Hash Generator
Compute MD5, SHA-1, SHA-256, SHA-384, and SHA-512 hashes of any text or file. Everything runs locally in your browser.
Files are processed in your browser. Nothing is uploaded.
What is a hash?
A cryptographic hash is a fixed-size digest of arbitrary input. The same input always produces the same digest, but even a one-character change produces a completely different digest. Good hashes are also one-way — there's no efficient method to recover the input from the output.
When to use which algorithm
| Algorithm | Output | Use it for | Don't use it for |
|---|---|---|---|
| MD5 | 128 bit | Checksums, deduplication, file fingerprinting | Anything security-related |
| SHA-1 | 160 bit | Legacy compatibility (Git, older systems) | New cryptographic uses |
| SHA-256 | 256 bit | TLS certificates, Bitcoin, signatures, modern security | Password storage (use bcrypt/argon2 instead) |
| SHA-384 | 384 bit | Higher-security signing, NSA Suite B | — |
| SHA-512 | 512 bit | Long-term archival hashing, password derivation | — |
Verifying file integrity
Many software downloads publish a SHA-256 hash alongside the file. After downloading, hash the file with this tool and compare the result to the published value. If they match, the file is byte-for-byte identical to what the publisher intended; if not, the file is corrupted or tampered with.
Frequently asked questions
Why does my hash differ from another tool's output?
The most common cause is a trailing newline in your input. Many command-line tools add one when echoing text. To match echo "hello" from the shell, your input must be hello followed by a newline. Use echo -n "hello" for no newline.
Can I hash very large files?
Yes — files are read in chunks using the browser's streaming API for SHA variants. MD5 currently reads the whole file into memory, which works fine up to a few hundred megabytes on most machines.
Should I use this for passwords?
No. Plain hashes are too fast — modern GPUs can compute billions of SHA-256 hashes per second, making brute-force feasible. Use bcrypt, scrypt, or argon2id (with a random per-user salt) for password storage.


• [TASK REQUIREMENTS]
Copy all lines in the data that contain the string "background".

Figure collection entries
§ §

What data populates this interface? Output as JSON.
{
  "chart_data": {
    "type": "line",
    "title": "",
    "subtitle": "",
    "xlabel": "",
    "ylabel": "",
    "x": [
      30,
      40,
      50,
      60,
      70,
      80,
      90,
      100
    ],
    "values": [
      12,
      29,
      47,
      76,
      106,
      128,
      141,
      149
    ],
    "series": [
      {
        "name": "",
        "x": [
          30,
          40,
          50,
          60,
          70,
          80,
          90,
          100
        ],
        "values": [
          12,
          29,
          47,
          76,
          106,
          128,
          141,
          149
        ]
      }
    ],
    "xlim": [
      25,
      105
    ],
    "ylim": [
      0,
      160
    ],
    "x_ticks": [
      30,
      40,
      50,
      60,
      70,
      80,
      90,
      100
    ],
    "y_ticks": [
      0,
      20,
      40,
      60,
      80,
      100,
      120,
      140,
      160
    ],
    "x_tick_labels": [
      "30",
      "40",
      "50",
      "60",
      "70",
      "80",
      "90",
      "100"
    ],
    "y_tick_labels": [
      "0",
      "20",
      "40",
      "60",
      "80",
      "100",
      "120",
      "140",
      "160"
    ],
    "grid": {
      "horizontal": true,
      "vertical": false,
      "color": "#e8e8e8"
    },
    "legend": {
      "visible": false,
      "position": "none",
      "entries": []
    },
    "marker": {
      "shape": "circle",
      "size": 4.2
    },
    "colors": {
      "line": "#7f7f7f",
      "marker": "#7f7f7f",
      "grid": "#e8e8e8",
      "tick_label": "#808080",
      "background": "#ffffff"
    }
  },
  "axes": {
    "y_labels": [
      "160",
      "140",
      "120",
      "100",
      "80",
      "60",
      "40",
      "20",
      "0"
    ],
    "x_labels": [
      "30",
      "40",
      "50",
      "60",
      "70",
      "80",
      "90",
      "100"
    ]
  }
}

§ §

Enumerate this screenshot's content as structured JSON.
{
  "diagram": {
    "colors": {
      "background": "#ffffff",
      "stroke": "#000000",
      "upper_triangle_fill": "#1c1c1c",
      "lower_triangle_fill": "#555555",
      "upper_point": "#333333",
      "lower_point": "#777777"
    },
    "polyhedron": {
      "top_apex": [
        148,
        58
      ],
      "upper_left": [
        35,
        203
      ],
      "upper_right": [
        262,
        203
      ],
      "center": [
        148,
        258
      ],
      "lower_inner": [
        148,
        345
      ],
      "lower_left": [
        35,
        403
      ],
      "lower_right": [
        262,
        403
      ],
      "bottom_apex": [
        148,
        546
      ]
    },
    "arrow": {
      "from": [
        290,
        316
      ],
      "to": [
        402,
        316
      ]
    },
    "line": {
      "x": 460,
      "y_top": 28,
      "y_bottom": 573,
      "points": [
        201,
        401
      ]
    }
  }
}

§ §

• [WRITTEN RESPONSE]
      "background": "#ffffff"
      "background": "#ffffff",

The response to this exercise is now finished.